ABSTRACT

In his longest essay on literary criticism, Lukács discusses a comparison between the two great genres of literature: the historical novel and the historical drama. 1 At the outset he establishes that the purpose of both, is to represent the concrete reality of a given historically specific social formation. The way they differ from each other, is in the method through which both of them attempt to ensure that the representation encompasses the totality of life. The historical drama builds a finely cut diamond-like structure of the society in which the story develops and the way individuals ‘move’ in accordance with their position or role in that society rather than as a result of their own volition. The account is stripped of all detail that is not directly necessary in order to show the social transformation or to advance the unfolding of the action. On the centre stage stand the great figures of history in positions ascribed to them by the clashes between antagonistic forces that are always present in periods of great historical social change, such as the transition from matriarchy to patriarchy in ancient Greece or from feudalism to capitalism in sixteenth century England. By contrast – and this is what concerns us directly here –, the novel attempts to show the manifold aspects of the totality of social life through the multiplication of detail concerning the movements of individuals through concrete urban space whether going about their work, at home, shopping, simply idling, or on occasion indulging in leisure or revelry. 2 Therefore the everyday life going on in the many folds of the city, of common people or fictitious ones of greater standing, occupy the centre of the narrative, whereas historical figures must remain in the background since no detail of their actions and everyday life is known.
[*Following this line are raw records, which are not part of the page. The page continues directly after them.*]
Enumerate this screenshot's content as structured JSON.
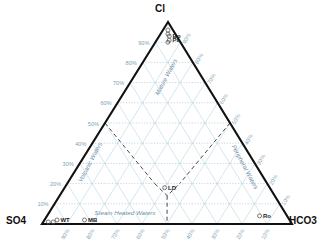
{
  "chart_data": {
    "type": "scatter",
    "plot_kind": "ternary",
    "title": "",
    "subtitle": "",
    "xlabel": "",
    "ylabel": "",
    "grid": true,
    "legend_position": "none",
    "axis_range": [
      0,
      100
    ],
    "tick_step": 10,
    "corners": {
      "top": "Cl",
      "bottom_left": "SO4",
      "bottom_right": "HCO3"
    },
    "axes": [
      {
        "name": "left-axis",
        "component": "Cl",
        "side": "left",
        "ticks": [
          "10%",
          "20%",
          "30%",
          "40%",
          "50%",
          "60%",
          "70%",
          "80%",
          "90%"
        ]
      },
      {
        "name": "right-axis",
        "component": "HCO3",
        "side": "right",
        "ticks": [
          "10%",
          "20%",
          "30%",
          "40%",
          "50%",
          "60%",
          "70%",
          "80%",
          "90%"
        ]
      },
      {
        "name": "bottom-axis",
        "component": "SO4",
        "side": "bottom",
        "ticks": [
          "90%",
          "80%",
          "70%",
          "60%",
          "50%",
          "40%",
          "30%",
          "20%",
          "10%"
        ]
      }
    ],
    "fields": [
      {
        "label": "Mature Waters",
        "rotation": -62,
        "x": 168,
        "y": 78
      },
      {
        "label": "Peripheral Waters",
        "rotation": 62,
        "x": 243,
        "y": 168
      },
      {
        "label": "Volcanic Waters",
        "rotation": -62,
        "x": 92,
        "y": 163
      },
      {
        "label": "Steam Heated Waters",
        "rotation": 0,
        "x": 125,
        "y": 215
      }
    ],
    "boundaries": [
      {
        "name": "volcanic-mature-boundary",
        "style": "dashed"
      },
      {
        "name": "peripheral-mature-boundary",
        "style": "dashed"
      },
      {
        "name": "steam-heated-boundary",
        "style": "dashed"
      }
    ],
    "series": [
      {
        "name": "samples",
        "marker": "open-circle",
        "color": "#555555",
        "points": [
          {
            "label": "",
            "cl": 96,
            "so4": 2,
            "hco3": 2
          },
          {
            "label": "",
            "cl": 94,
            "so4": 3,
            "hco3": 3
          },
          {
            "label": "Bp",
            "cl": 93,
            "so4": 3,
            "hco3": 4
          },
          {
            "label": "Pu",
            "cl": 91,
            "so4": 4,
            "hco3": 5
          },
          {
            "label": "",
            "cl": 90,
            "so4": 5,
            "hco3": 5
          },
          {
            "label": "LD",
            "cl": 18,
            "so4": 42,
            "hco3": 40
          },
          {
            "label": "Ro",
            "cl": 4,
            "so4": 11,
            "hco3": 85
          },
          {
            "label": "MB",
            "cl": 2,
            "so4": 82,
            "hco3": 16
          },
          {
            "label": "WT",
            "cl": 2,
            "so4": 93,
            "hco3": 5
          },
          {
            "label": "",
            "cl": 1,
            "so4": 97,
            "hco3": 2
          },
          {
            "label": "",
            "cl": 1,
            "so4": 95,
            "hco3": 4
          }
        ]
      }
    ],
    "colors": {
      "axis": "#111111",
      "grid": "#9fc7d8",
      "grid_dotted": "#8fb8cc",
      "tick_text": "#7f9fb5",
      "field_text": "#6f8fa5",
      "boundary": "#333333",
      "marker": "#555555"
    }
  }
}
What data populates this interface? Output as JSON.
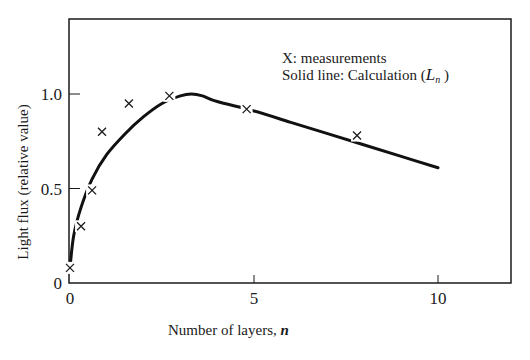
{
  "chart_data": {
    "type": "line",
    "title": "",
    "xlabel": "Number of layers,",
    "xlabel_var": "n",
    "ylabel": "Light flux (relative value)",
    "xlim": [
      0,
      12
    ],
    "ylim": [
      0,
      1.4
    ],
    "x_ticks": [
      0,
      5,
      10
    ],
    "x_tick_labels": [
      "0",
      "5",
      "10"
    ],
    "y_ticks": [
      0,
      0.5,
      1.0
    ],
    "y_tick_labels": [
      "0",
      "0.5",
      "1.0"
    ],
    "grid": false,
    "legend": {
      "position": "upper right (inside)",
      "entries": [
        "X: measurements",
        "Solid line: Calculation"
      ],
      "calc_symbol": "L",
      "calc_subscript": "n"
    },
    "series": [
      {
        "name": "measurements",
        "style": "x-markers",
        "x": [
          0.0,
          0.3,
          0.6,
          0.87,
          1.6,
          2.7,
          4.8,
          7.8
        ],
        "y": [
          0.08,
          0.3,
          0.49,
          0.8,
          0.95,
          0.99,
          0.92,
          0.78
        ]
      },
      {
        "name": "Calculation (Ln)",
        "style": "solid-line",
        "x": [
          0.0,
          0.1,
          0.3,
          0.6,
          1.0,
          1.5,
          2.0,
          2.5,
          3.0,
          3.3,
          3.6,
          4.0,
          5.0,
          6.0,
          7.0,
          8.0,
          9.0,
          10.0
        ],
        "y": [
          0.08,
          0.25,
          0.4,
          0.55,
          0.68,
          0.79,
          0.88,
          0.95,
          0.99,
          1.0,
          0.99,
          0.96,
          0.91,
          0.85,
          0.79,
          0.73,
          0.67,
          0.61
        ]
      }
    ]
  }
}
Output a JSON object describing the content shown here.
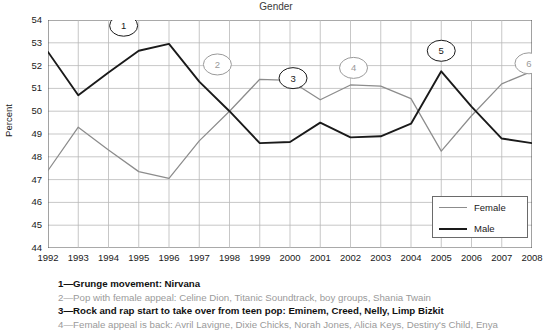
{
  "chart_data": {
    "type": "line",
    "title": "Gender",
    "xlabel": "",
    "ylabel": "Percent",
    "grid": true,
    "legend_position": "bottom-right",
    "ylim": [
      44,
      54
    ],
    "yticks": [
      44,
      45,
      46,
      47,
      48,
      49,
      50,
      51,
      52,
      53,
      54
    ],
    "categories": [
      1992,
      1993,
      1994,
      1995,
      1996,
      1997,
      1998,
      1999,
      2000,
      2001,
      2002,
      2003,
      2004,
      2005,
      2006,
      2007,
      2008
    ],
    "x": [
      "1992",
      "1993",
      "1994",
      "1995",
      "1996",
      "1997",
      "1998",
      "1999",
      "2000",
      "2001",
      "2002",
      "2003",
      "2004",
      "2005",
      "2006",
      "2007",
      "2008"
    ],
    "series": [
      {
        "name": "Female",
        "color": "#8c8c8c",
        "values": [
          47.4,
          49.3,
          48.3,
          47.35,
          47.05,
          48.7,
          50.0,
          51.4,
          51.35,
          50.5,
          51.15,
          51.1,
          50.55,
          48.25,
          49.8,
          51.2,
          51.75
        ]
      },
      {
        "name": "Male",
        "color": "#1a1a1a",
        "values": [
          52.6,
          50.7,
          51.7,
          52.65,
          52.95,
          51.3,
          50.0,
          48.6,
          48.65,
          49.5,
          48.85,
          48.9,
          49.45,
          51.75,
          50.2,
          48.8,
          48.6
        ]
      }
    ],
    "annotations": [
      {
        "label": "1",
        "x": 1994.5,
        "y": 53.75,
        "color": "#1a1a1a"
      },
      {
        "label": "2",
        "x": 1997.6,
        "y": 52.05,
        "color": "#9a9a9a"
      },
      {
        "label": "3",
        "x": 2000.1,
        "y": 51.45,
        "color": "#1a1a1a"
      },
      {
        "label": "4",
        "x": 2002.1,
        "y": 51.9,
        "color": "#9a9a9a"
      },
      {
        "label": "5",
        "x": 2005.0,
        "y": 52.65,
        "color": "#1a1a1a"
      },
      {
        "label": "6",
        "x": 2007.9,
        "y": 52.1,
        "color": "#9a9a9a"
      }
    ]
  },
  "legend": {
    "items": [
      {
        "label": "Female",
        "color": "#8c8c8c"
      },
      {
        "label": "Male",
        "color": "#1a1a1a"
      }
    ]
  },
  "notes": [
    {
      "text": "1—Grunge movement: Nirvana",
      "style": "dark"
    },
    {
      "text": "2—Pop with female appeal: Celine Dion, Titanic Soundtrack, boy groups, Shania Twain",
      "style": "gray"
    },
    {
      "text": "3—Rock and rap start to take over from teen pop: Eminem, Creed, Nelly, Limp Bizkit",
      "style": "dark"
    },
    {
      "text": "4—Female appeal is back: Avril Lavigne, Dixie Chicks, Norah Jones, Alicia Keys, Destiny's Child, Enya",
      "style": "gray"
    }
  ]
}
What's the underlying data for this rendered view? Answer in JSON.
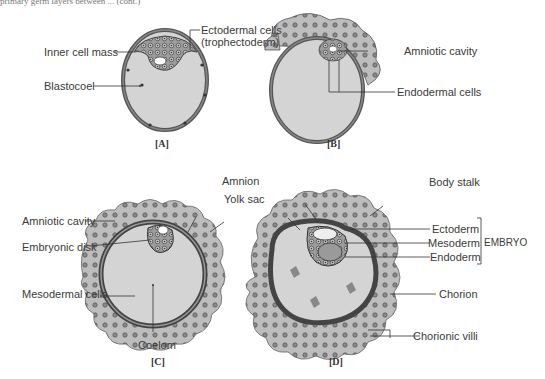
{
  "header": {
    "cropped_text": "primary germ layers between ... (cont.)"
  },
  "figures": {
    "A": {
      "caption": "[A]",
      "labels": {
        "inner_cell_mass": "Inner cell mass",
        "blastocoel": "Blastocoel",
        "ectodermal_cells": "Ectodermal cells",
        "trophectoderm": "(trophectoderm)"
      }
    },
    "B": {
      "caption": "[B]",
      "labels": {
        "amniotic_cavity": "Amniotic cavity",
        "endodermal_cells": "Endodermal cells"
      }
    },
    "C": {
      "caption": "[C]",
      "labels": {
        "amniotic_cavity": "Amniotic cavity",
        "embryonic_disk": "Embryonic disk",
        "mesodermal_cells": "Mesodermal cells",
        "coelom": "Coelom",
        "amnion": "Amnion",
        "yolk_sac": "Yolk sac"
      }
    },
    "D": {
      "caption": "[D]",
      "labels": {
        "body_stalk": "Body stalk",
        "ectoderm": "Ectoderm",
        "mesoderm": "Mesoderm",
        "endoderm": "Endoderm",
        "embryo": "EMBRYO",
        "chorion": "Chorion",
        "chorionic_villi": "Chorionic villi"
      }
    }
  },
  "colors": {
    "cavity_fill": "#d4d4d4",
    "villi_fill": "#b8b8b8",
    "cell_dark": "#4a4a4a",
    "yolk_fill": "#9a9a9a",
    "line": "#333333"
  }
}
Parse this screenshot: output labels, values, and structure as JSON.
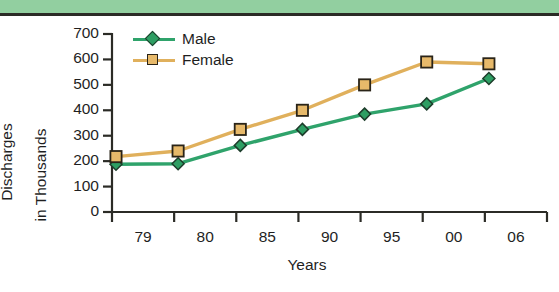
{
  "decor": {
    "band_color": "#92cfa0",
    "rule_color": "#2b2b26"
  },
  "chart_data": {
    "type": "line",
    "title": "",
    "xlabel": "Years",
    "ylabel": "Discharges in Thousands",
    "ylabel_line1": "Discharges",
    "ylabel_line2": "in Thousands",
    "categories": [
      "79",
      "80",
      "85",
      "90",
      "95",
      "00",
      "06"
    ],
    "yticks": [
      0,
      100,
      200,
      300,
      400,
      500,
      600,
      700
    ],
    "ylim": [
      0,
      700
    ],
    "grid": false,
    "legend_position": "top-left-inside",
    "series": [
      {
        "name": "Male",
        "color": "#2e9e63",
        "line_color": "#2fa36b",
        "marker": "diamond",
        "values": [
          188,
          190,
          262,
          325,
          385,
          425,
          525
        ]
      },
      {
        "name": "Female",
        "color": "#e7b96a",
        "line_color": "#e0b05c",
        "marker": "square",
        "values": [
          218,
          240,
          325,
          400,
          500,
          590,
          583
        ]
      }
    ]
  }
}
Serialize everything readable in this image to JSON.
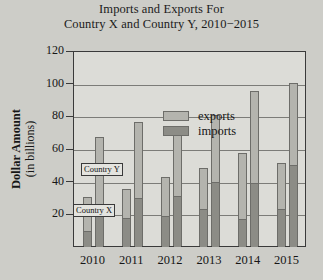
{
  "chart_data": {
    "type": "bar",
    "subtype": "grouped-stacked",
    "title_line1": "Imports and Exports For",
    "title_line2": "Country X and Country Y, 2010−2015",
    "xlabel": "",
    "ylabel": "Dollar Amount (in billions)",
    "ylabel_line1": "Dollar Amount",
    "ylabel_line2": "(in billions)",
    "categories": [
      "2010",
      "2011",
      "2012",
      "2013",
      "2014",
      "2015"
    ],
    "ylim": [
      0,
      120
    ],
    "yticks": [
      20,
      40,
      60,
      80,
      100,
      120
    ],
    "ytick_labels": [
      "20",
      "40",
      "60",
      "80",
      "100",
      "120"
    ],
    "grid": true,
    "legend_position": "upper-left-inside",
    "legend": [
      "exports",
      "imports"
    ],
    "annotations": [
      "Country Y",
      "Country X"
    ],
    "series": [
      {
        "name": "Country X imports",
        "country": "Country X",
        "component": "imports",
        "color": "#8c8c86",
        "values": [
          10,
          18,
          19,
          23,
          17,
          23
        ]
      },
      {
        "name": "Country X exports",
        "country": "Country X",
        "component": "exports",
        "color": "#b4b4ae",
        "values": [
          20,
          17,
          23,
          25,
          40,
          28
        ]
      },
      {
        "name": "Country Y imports",
        "country": "Country Y",
        "component": "imports",
        "color": "#8c8c86",
        "values": [
          25,
          30,
          31,
          40,
          39,
          50
        ]
      },
      {
        "name": "Country Y exports",
        "country": "Country Y",
        "component": "exports",
        "color": "#b4b4ae",
        "values": [
          42,
          46,
          38,
          40,
          56,
          50
        ]
      }
    ],
    "totals": {
      "Country X": [
        30,
        35,
        42,
        48,
        57,
        51
      ],
      "Country Y": [
        67,
        76,
        69,
        80,
        95,
        100
      ]
    }
  },
  "colors": {
    "background": "#cdcdc8",
    "plot_background": "#dcdcd7",
    "exports": "#b4b4ae",
    "imports": "#8c8c86",
    "axis": "#3a3a3a",
    "gridline": "#7c7c78",
    "text": "#161616"
  }
}
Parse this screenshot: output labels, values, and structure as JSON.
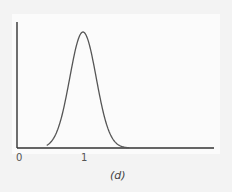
{
  "figure": {
    "caption": "(d)",
    "x_ticks": [
      "0",
      "1"
    ]
  },
  "colors": {
    "axis": "#333333",
    "curve": "#555555",
    "background": "#f3f3f3"
  },
  "chart_data": {
    "type": "line",
    "title": "",
    "caption": "(d)",
    "xlabel": "",
    "ylabel": "",
    "x_tick_labels": [
      "0",
      "1"
    ],
    "y_tick_labels": [],
    "grid": false,
    "legend": null,
    "xlim": [
      0,
      3
    ],
    "ylim": [
      0,
      1.1
    ],
    "series": [
      {
        "name": "density",
        "x": [
          0.45,
          0.55,
          0.65,
          0.75,
          0.85,
          0.95,
          1.0,
          1.05,
          1.15,
          1.25,
          1.35,
          1.45,
          1.55,
          1.7
        ],
        "y": [
          0.0,
          0.03,
          0.12,
          0.33,
          0.65,
          0.93,
          1.0,
          0.95,
          0.74,
          0.45,
          0.22,
          0.08,
          0.02,
          0.0
        ]
      }
    ]
  }
}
Lukács illustrates his argument through a rich selection of examples taken from Greek and Shakespearean drama to the great novels of the nineteenth century, and shows that whereas the subject matter of the historical drama is the demise and transformation of an old social formation into a new one, the historical novel deals with the concrete realities of a new social formation, as with the features of early capitalist society encompassed by the great novels of Dickens or Victor Hugo set in London and Paris.